Even with many justifiably famous scenes, the film succeeds entirely because of its perfect casting. Lancaster had only made lightweight pictures before, and this film turned him into a manly superstar. Clift gives one of the best film performances of the decade, and Kerr utterly shattered her lady-like image as the unabashedly sexual Karen. Like Kerr, Reed played against type as the delusional Lorene and gives the best performance of her career. Borgnine is a huge presence, literally and figuratively, dominating every scene he is in. Finally, director Fred Zinneman cast Frank Sinatra against all prevailing wisdom in Hollywood (his career had stalled), and the film reignited Sinatra’s career and established him as a first-rate actor.

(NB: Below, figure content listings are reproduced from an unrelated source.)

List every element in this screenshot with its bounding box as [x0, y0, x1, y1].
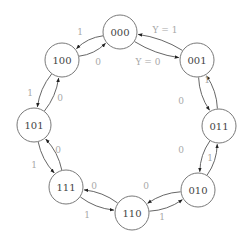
transition-arrow-010-to-110	[148, 192, 181, 204]
nodes-layer: 000001011010110111101100	[17, 15, 236, 230]
transition-label-100-to-101: 0	[57, 93, 63, 103]
transition-arrow-001-to-000	[138, 34, 182, 50]
transition-label-000-to-001: Y = 1	[152, 25, 178, 35]
transition-arrow-100-to-101	[37, 74, 51, 107]
transition-arrow-110-to-010	[149, 200, 182, 212]
state-label: 101	[24, 120, 43, 131]
transition-label-010-to-110: 1	[159, 212, 165, 222]
state-node-000: 000	[103, 15, 137, 49]
transition-label-011-to-010: 1	[207, 153, 213, 163]
state-node-100: 100	[45, 43, 79, 77]
transition-arrow-100-to-000	[79, 43, 106, 56]
state-node-111: 111	[49, 170, 83, 204]
transition-label-000-to-100: 0	[95, 57, 101, 67]
transition-label-101-to-111: 0	[55, 145, 61, 155]
state-label: 001	[187, 55, 206, 66]
transition-label-110-to-111: 1	[84, 210, 90, 220]
transition-label-100-to-000: 1	[77, 27, 83, 37]
transition-label-111-to-101: 1	[31, 160, 37, 170]
state-node-001: 001	[180, 43, 214, 77]
state-label: 100	[52, 55, 71, 66]
state-label: 010	[188, 185, 207, 196]
state-node-110: 110	[115, 196, 149, 230]
state-label: 011	[209, 121, 228, 132]
transition-arrow-000-to-001	[135, 42, 179, 58]
state-node-010: 010	[181, 173, 215, 207]
transition-label-001-to-011: 1	[204, 75, 210, 85]
transition-label-101-to-100: 1	[27, 88, 33, 98]
transition-label-011-to-001: 0	[178, 96, 184, 106]
transition-arrow-110-to-111	[84, 190, 117, 203]
state-label: 111	[56, 182, 75, 193]
transition-label-111-to-110: 0	[91, 181, 97, 191]
state-node-101: 101	[17, 108, 51, 142]
transition-label-010-to-011: 0	[178, 145, 184, 155]
transition-arrow-000-to-100	[77, 36, 104, 49]
transition-label-110-to-010: 0	[143, 181, 149, 191]
transition-arrow-111-to-110	[80, 197, 113, 210]
state-node-011: 011	[202, 109, 236, 143]
transition-label-001-to-000: Y = 0	[135, 57, 161, 67]
state-label: 110	[122, 208, 141, 219]
state-diagram: Y = 1Y = 010101010101010 000001011010110…	[0, 0, 241, 246]
state-label: 000	[110, 27, 129, 38]
diagram-canvas: Y = 1Y = 010101010101010 000001011010110…	[0, 0, 241, 246]
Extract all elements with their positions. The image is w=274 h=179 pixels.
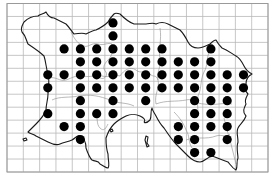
occurrence-dot: [206, 109, 215, 118]
occurrence-dot: [141, 96, 150, 105]
occurrence-dot: [76, 70, 85, 79]
islet-elizabeth-castle: [145, 136, 149, 147]
occurrence-dot: [43, 83, 52, 92]
occurrence-dot: [206, 122, 215, 131]
occurrence-dot: [157, 44, 166, 53]
occurrence-dot: [60, 70, 69, 79]
occurrence-dot: [157, 83, 166, 92]
occurrence-dot: [206, 96, 215, 105]
occurrence-dot: [190, 122, 199, 131]
occurrence-dot: [239, 70, 248, 79]
distribution-map: [0, 0, 274, 179]
occurrence-dot: [223, 70, 232, 79]
occurrence-dot: [76, 135, 85, 144]
occurrence-dot: [206, 83, 215, 92]
occurrence-dot: [92, 57, 101, 66]
occurrence-dot: [174, 122, 183, 131]
occurrence-dot: [76, 83, 85, 92]
occurrence-dot: [206, 44, 215, 53]
occurrence-dot: [206, 57, 215, 66]
occurrence-dot: [190, 109, 199, 118]
occurrence-dot: [92, 83, 101, 92]
occurrence-dot: [174, 57, 183, 66]
occurrence-dot: [157, 70, 166, 79]
occurrence-dot: [206, 70, 215, 79]
occurrence-dot: [190, 57, 199, 66]
occurrence-dot: [108, 70, 117, 79]
occurrence-dot: [76, 122, 85, 131]
occurrence-dot: [76, 44, 85, 53]
occurrence-dot: [223, 135, 232, 144]
occurrence-dot: [157, 57, 166, 66]
occurrence-dot: [125, 44, 134, 53]
occurrence-dot: [141, 57, 150, 66]
occurrence-dot: [174, 70, 183, 79]
occurrence-dot: [60, 44, 69, 53]
occurrence-dot: [141, 70, 150, 79]
occurrence-dot: [141, 83, 150, 92]
occurrence-dot: [174, 83, 183, 92]
occurrence-dot: [108, 83, 117, 92]
occurrence-dot: [223, 122, 232, 131]
occurrence-dot: [108, 44, 117, 53]
occurrence-dot: [141, 44, 150, 53]
occurrence-dot: [125, 57, 134, 66]
occurrence-dot: [125, 83, 134, 92]
islet-st-aubin: [110, 129, 113, 132]
occurrence-dot: [60, 122, 69, 131]
occurrence-dot: [108, 31, 117, 40]
islet-west: [23, 138, 27, 141]
occurrence-dot: [76, 96, 85, 105]
occurrence-dot: [190, 83, 199, 92]
occurrence-dot: [190, 96, 199, 105]
occurrence-dot: [43, 109, 52, 118]
occurrence-dot: [223, 96, 232, 105]
occurrence-dot: [223, 109, 232, 118]
occurrence-dot: [190, 148, 199, 157]
occurrence-dot: [174, 135, 183, 144]
occurrence-dot: [190, 135, 199, 144]
occurrence-dot: [92, 44, 101, 53]
occurrence-dot: [239, 83, 248, 92]
occurrence-dot: [108, 96, 117, 105]
occurrence-dot: [190, 70, 199, 79]
occurrence-dot: [43, 70, 52, 79]
occurrence-dot: [108, 57, 117, 66]
occurrence-dot: [125, 70, 134, 79]
occurrence-dot: [76, 109, 85, 118]
occurrence-dot: [92, 70, 101, 79]
occurrence-dot: [92, 109, 101, 118]
occurrence-dot: [223, 83, 232, 92]
occurrence-dot: [76, 57, 85, 66]
occurrence-dot: [206, 148, 215, 157]
occurrence-dot: [108, 109, 117, 118]
occurrence-dot: [108, 18, 117, 27]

Initially reluctant to make the film, Zinneman felt that anything that cast any doubt over such institutions as the Army, the Navy or the FBI was just asking for trouble in the 1950s climate of McCarthyism. While it seems tamer today than other war movies that have followed it, From Here to Eternity represented a new kind of frankness in popular dramatic films. Nominated for 13 Academy Awards, it won 8 Oscars for Best Picture, Supporting Actor (Sinatra), Supporting Actress (Reed), Director, Adapted Screenplay, Black-and-White Cinematography, Sound, and Film Editing. Also nominated but not winning the awards were Lancaster and Clift (both nominated as Best Actor), Kerr (Actress), Music and B & W Costumes.
- by Jonathan Lewis
(OTHER NOMINEES: Julius Caesar / The Robe / Roman Holiday / Shane)

No comments:

Post a Comment

Feel free to comment. However, please understand that this is my personal blog site so I am entitled to my own opinion. I do not wish to argue every little point with which you may disagree. Just as I have my opinion, you have yours and I respect that two people may never agree on the same point. So please keep it clean and cordial. Thank you.